14 Dec “In Real Life”, A Loss of Innocence as Beeban Kidron Interrogates the Internet
By Jacqueline Lucas Palmer
Yesterday Beeban Kidron’s fascinating documentary exploring the impact of the internet, was followed by a satellite discussion chaired by Channel 4’s Jon Snow, and spawned a lively online TV and radio debate, far outreaching the teenagers on whom she focuses. Demystifying what it means to live and communicate now with this technology, Beeban interviews teenagers addicted to their phones, to Facebook and social networking sites, to video games, YouTube videos, online pornography and gaming, as she weaves their interviews alongside academics, technology writers and thinkers, psychoanalysts, software designers, whistle-blowers and YouTube bloggers.
We see the impact of cyber bullying, the monetization of our data, scary statistics on usage, and powerful imagery of what the icloud really consists of; gigantic banks of machinery and fiber optic cables connecting multi million dollar buildings scattered all over the globe, storing our photographs, our videos, our modern day letters and text messages that make up our online experience. And where is our offline experience?
In the real world Beeban interviews Paige, a teenager of 14 who is so addicted to her phone she lets a group of boys abuse her in order to keep it safe, and falls into depression when separated from it. We meet fifteenyear old Ryan, whose porn addiction leaves him denuded of love in real life, as he and his friends increase their online demands for girls to get naked and more in an effort to out thrill the porn at their fingertips. Real bodies and real experience can never match his online high and fixed fantasy. Similarly a gaming addict flunked from Oxford University denies the impact of his Xbox addiction, as we watch his winning high while losing in life.
We follow Tom, a fifteen year old who comes out online and finally dares to meet his online soul mate. In a moving scene he and his finally real life boyfriend cuddle and rub their phones together to share information, in a strange act of intimacy. In a world where google “knows you better than your own mother”, the parents of a boy tragically bullied online are the last to know the truth. The power of the new brand of pop star YouTubers and bloggers on meet-ups in Hyde park is also fascinating, just as the questions the documentary raises on anonymity, and on the internet’s political, economic, psychological and philosophical implications in a culture where “Facebook conditions you to undervalue your own privacy”. Indeed the openness of the participants is itself part of the debate, with the new trend of employers using Facebook and social networking sites to eliminate candidates.
As kids grow up feeling more intimate with their phones, this conversation feels crucial. As I prepare for a workshop exploring blocks to intimacy. I watch the documentary with my teenager and experience the film and satellite Q & A as a powerful and real experience as we emerge into daylight to check our phones via a technology bearing little resemblance to the use of those who invented it.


## Work order
Would you please output the lines of the data below from the one containing "Plot human face region." to the end, exactly and with nothing added?

## Records provided
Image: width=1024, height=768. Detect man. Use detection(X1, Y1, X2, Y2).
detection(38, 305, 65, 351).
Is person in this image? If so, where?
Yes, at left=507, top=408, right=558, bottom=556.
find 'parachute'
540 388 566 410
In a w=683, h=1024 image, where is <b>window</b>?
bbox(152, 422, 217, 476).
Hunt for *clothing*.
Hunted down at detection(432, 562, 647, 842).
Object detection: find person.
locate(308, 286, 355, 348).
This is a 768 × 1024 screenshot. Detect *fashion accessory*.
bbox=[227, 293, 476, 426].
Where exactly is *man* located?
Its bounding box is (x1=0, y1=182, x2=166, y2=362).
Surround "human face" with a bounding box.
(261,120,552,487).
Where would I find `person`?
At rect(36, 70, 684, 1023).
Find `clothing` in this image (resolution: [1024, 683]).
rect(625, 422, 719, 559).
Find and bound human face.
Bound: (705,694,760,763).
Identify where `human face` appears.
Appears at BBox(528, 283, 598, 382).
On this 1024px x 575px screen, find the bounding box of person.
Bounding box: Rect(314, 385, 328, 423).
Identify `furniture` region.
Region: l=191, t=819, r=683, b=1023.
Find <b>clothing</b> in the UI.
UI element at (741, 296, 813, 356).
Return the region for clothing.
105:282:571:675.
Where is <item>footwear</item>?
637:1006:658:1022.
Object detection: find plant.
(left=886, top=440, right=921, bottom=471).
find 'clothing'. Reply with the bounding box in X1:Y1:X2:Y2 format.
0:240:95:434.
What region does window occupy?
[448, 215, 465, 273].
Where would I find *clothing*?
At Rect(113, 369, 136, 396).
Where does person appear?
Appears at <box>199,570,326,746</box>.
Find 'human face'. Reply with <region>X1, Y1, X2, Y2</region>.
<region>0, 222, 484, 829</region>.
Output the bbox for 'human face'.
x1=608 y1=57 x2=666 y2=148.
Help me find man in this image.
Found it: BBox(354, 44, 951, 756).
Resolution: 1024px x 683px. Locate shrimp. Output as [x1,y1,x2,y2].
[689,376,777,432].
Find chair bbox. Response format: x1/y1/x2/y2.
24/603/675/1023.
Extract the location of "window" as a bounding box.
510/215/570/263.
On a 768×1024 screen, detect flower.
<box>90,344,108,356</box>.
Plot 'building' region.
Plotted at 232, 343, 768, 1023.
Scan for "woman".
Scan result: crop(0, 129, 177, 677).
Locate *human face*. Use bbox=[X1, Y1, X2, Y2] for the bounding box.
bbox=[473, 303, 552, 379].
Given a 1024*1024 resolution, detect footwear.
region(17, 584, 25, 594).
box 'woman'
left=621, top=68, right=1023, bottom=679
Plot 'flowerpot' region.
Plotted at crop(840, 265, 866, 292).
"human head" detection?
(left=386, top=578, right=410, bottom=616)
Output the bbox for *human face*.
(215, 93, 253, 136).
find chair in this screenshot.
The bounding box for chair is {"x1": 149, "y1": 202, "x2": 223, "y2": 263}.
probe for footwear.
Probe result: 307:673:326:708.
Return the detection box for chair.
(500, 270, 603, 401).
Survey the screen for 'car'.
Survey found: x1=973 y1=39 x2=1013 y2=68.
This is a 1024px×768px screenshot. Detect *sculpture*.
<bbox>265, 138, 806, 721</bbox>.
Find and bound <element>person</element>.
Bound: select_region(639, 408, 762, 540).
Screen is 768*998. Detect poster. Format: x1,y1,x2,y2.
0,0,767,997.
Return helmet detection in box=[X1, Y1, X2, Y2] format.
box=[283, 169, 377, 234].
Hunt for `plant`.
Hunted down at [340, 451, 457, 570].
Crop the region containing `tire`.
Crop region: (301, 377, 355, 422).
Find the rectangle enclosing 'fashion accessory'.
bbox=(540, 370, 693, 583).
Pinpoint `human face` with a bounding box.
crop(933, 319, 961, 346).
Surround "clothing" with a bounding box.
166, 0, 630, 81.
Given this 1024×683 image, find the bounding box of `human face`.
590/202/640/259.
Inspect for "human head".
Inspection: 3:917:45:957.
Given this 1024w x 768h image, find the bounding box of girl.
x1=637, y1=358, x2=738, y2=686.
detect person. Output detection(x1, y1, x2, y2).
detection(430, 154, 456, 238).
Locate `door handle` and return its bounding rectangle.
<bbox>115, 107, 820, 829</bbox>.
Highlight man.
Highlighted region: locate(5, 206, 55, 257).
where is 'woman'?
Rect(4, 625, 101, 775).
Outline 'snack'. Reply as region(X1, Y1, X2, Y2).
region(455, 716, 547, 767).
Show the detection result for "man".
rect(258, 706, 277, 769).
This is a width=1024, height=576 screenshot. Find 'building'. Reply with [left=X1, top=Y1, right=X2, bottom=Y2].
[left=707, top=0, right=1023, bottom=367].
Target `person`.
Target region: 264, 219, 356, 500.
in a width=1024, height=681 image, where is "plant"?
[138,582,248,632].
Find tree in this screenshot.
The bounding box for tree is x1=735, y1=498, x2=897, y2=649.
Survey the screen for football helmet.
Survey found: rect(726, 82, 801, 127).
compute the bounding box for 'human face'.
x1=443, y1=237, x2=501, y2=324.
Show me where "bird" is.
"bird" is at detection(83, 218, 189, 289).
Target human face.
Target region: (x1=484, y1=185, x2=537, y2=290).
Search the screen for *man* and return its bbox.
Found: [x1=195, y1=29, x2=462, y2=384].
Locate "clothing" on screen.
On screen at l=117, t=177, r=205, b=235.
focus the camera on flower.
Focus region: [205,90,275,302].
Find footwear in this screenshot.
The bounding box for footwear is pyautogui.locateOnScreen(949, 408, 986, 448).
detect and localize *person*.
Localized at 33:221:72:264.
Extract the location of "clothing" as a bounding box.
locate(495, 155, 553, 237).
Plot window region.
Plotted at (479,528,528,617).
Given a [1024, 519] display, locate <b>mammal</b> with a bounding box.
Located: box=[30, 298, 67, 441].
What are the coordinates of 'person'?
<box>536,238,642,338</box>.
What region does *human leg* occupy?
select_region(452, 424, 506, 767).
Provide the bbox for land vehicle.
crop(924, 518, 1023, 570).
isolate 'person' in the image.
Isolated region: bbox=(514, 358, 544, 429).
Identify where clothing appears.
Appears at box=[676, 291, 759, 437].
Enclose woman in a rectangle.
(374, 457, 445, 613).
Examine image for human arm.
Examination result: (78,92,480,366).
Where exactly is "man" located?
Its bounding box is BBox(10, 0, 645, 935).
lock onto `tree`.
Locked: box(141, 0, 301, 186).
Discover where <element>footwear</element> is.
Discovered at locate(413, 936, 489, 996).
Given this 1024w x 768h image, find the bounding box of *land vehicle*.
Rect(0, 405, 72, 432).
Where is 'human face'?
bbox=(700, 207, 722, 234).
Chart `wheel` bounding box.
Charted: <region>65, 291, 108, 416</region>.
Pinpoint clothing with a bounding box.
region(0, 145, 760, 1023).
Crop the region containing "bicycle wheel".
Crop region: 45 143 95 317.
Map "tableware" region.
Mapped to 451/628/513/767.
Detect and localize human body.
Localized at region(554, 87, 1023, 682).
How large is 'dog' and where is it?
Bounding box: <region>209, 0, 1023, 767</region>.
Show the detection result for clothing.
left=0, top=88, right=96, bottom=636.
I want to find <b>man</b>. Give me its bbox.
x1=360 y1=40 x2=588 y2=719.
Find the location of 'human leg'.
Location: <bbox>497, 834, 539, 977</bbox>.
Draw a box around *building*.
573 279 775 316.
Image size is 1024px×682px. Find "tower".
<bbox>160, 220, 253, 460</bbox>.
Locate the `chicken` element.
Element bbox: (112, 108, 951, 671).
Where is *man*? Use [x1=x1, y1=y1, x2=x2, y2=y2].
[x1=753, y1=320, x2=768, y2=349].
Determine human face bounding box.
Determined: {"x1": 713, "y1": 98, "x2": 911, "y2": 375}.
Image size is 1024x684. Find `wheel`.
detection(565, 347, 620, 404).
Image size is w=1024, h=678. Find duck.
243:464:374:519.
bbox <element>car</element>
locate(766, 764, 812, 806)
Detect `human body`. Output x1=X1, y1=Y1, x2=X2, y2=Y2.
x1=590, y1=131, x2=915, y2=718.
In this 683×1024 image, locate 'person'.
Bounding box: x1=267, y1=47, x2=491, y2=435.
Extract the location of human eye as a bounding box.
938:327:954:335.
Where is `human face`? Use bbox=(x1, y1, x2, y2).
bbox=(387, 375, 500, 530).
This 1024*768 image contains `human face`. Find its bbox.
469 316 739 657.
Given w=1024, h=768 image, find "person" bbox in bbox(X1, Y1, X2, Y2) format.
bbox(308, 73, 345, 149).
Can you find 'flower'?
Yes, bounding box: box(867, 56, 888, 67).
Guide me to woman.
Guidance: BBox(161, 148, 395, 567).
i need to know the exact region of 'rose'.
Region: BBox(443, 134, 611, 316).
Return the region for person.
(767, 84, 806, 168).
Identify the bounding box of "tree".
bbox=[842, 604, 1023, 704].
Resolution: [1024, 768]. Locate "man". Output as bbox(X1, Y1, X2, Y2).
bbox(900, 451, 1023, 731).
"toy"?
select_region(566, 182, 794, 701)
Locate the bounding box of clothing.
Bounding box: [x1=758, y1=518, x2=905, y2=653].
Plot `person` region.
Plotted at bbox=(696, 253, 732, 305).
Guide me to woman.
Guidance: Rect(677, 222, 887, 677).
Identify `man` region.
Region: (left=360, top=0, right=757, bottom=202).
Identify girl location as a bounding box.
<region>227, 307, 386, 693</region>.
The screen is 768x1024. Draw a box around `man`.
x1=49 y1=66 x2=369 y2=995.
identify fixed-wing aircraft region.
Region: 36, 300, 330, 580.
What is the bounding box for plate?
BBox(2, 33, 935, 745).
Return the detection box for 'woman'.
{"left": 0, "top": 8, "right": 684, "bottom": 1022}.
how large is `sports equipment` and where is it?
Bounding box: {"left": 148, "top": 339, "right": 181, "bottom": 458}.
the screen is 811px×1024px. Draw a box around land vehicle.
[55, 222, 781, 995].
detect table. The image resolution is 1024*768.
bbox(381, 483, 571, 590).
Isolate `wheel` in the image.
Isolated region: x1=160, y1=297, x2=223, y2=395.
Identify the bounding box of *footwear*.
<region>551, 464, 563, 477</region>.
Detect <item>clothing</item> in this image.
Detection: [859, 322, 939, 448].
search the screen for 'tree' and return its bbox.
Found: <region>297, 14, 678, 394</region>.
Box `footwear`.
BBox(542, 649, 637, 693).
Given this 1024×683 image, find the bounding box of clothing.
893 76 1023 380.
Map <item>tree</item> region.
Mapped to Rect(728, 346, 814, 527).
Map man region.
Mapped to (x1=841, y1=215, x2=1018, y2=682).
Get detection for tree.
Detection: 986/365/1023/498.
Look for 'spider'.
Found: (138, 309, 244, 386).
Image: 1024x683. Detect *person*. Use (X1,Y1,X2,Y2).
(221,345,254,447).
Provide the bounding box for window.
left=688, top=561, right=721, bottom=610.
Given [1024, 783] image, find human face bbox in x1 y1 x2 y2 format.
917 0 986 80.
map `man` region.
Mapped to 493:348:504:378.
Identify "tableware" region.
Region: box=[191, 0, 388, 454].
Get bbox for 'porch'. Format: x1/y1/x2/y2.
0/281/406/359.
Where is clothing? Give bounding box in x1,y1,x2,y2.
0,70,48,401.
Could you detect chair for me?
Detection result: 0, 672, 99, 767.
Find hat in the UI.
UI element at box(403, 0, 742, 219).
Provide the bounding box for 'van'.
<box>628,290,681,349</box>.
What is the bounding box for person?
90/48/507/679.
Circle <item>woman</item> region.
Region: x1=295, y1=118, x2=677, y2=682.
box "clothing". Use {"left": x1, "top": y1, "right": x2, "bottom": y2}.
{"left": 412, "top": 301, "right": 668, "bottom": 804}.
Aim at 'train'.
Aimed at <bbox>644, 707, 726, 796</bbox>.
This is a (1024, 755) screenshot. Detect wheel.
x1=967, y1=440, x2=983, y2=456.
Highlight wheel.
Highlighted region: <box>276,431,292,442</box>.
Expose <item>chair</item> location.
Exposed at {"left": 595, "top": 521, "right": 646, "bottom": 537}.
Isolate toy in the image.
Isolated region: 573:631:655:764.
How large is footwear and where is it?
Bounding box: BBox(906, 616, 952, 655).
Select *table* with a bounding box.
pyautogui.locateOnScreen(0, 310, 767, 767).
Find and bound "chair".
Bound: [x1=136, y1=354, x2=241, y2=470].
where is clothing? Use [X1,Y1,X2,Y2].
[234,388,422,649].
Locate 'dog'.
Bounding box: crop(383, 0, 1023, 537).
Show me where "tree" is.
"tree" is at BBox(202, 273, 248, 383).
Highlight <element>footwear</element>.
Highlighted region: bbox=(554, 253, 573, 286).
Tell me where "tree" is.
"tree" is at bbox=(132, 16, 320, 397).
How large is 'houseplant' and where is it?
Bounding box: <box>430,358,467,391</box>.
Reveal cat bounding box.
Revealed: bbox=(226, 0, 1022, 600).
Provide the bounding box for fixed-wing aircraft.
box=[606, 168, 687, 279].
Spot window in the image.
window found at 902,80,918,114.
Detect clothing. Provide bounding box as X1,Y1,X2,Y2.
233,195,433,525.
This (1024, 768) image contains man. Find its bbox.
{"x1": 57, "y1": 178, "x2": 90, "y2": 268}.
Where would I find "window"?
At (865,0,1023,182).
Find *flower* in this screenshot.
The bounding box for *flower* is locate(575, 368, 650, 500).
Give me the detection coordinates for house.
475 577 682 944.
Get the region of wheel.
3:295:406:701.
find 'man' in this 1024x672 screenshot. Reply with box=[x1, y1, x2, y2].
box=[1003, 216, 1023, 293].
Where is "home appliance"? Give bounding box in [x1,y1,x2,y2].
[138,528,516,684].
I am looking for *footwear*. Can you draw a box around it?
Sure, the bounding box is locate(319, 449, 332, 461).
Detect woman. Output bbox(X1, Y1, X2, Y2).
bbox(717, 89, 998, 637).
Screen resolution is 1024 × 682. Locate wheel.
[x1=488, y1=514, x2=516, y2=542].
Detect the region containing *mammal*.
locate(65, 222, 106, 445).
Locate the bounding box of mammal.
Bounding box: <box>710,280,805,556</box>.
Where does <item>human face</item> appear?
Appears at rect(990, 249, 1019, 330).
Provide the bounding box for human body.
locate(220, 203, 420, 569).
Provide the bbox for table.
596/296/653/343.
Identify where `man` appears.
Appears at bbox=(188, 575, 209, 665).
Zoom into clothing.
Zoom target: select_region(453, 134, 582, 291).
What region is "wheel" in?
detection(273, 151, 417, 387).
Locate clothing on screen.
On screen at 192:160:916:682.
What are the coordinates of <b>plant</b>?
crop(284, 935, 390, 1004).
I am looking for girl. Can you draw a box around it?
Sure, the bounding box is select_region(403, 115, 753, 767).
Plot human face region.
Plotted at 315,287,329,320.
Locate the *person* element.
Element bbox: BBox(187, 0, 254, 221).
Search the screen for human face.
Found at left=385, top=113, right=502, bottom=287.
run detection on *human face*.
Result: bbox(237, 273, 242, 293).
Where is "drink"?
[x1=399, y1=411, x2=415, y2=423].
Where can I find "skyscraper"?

## Result
Plot human face region.
Plotted at 315,287,329,320.
Locate the *person* element.
Element bbox: BBox(187, 0, 254, 221).
Search the screen for human face.
Found at left=385, top=113, right=502, bottom=287.
run detection on *human face*.
Result: bbox(237, 273, 242, 293).
Where is "drink"?
[x1=399, y1=411, x2=415, y2=423].
Where can I find "skyscraper"?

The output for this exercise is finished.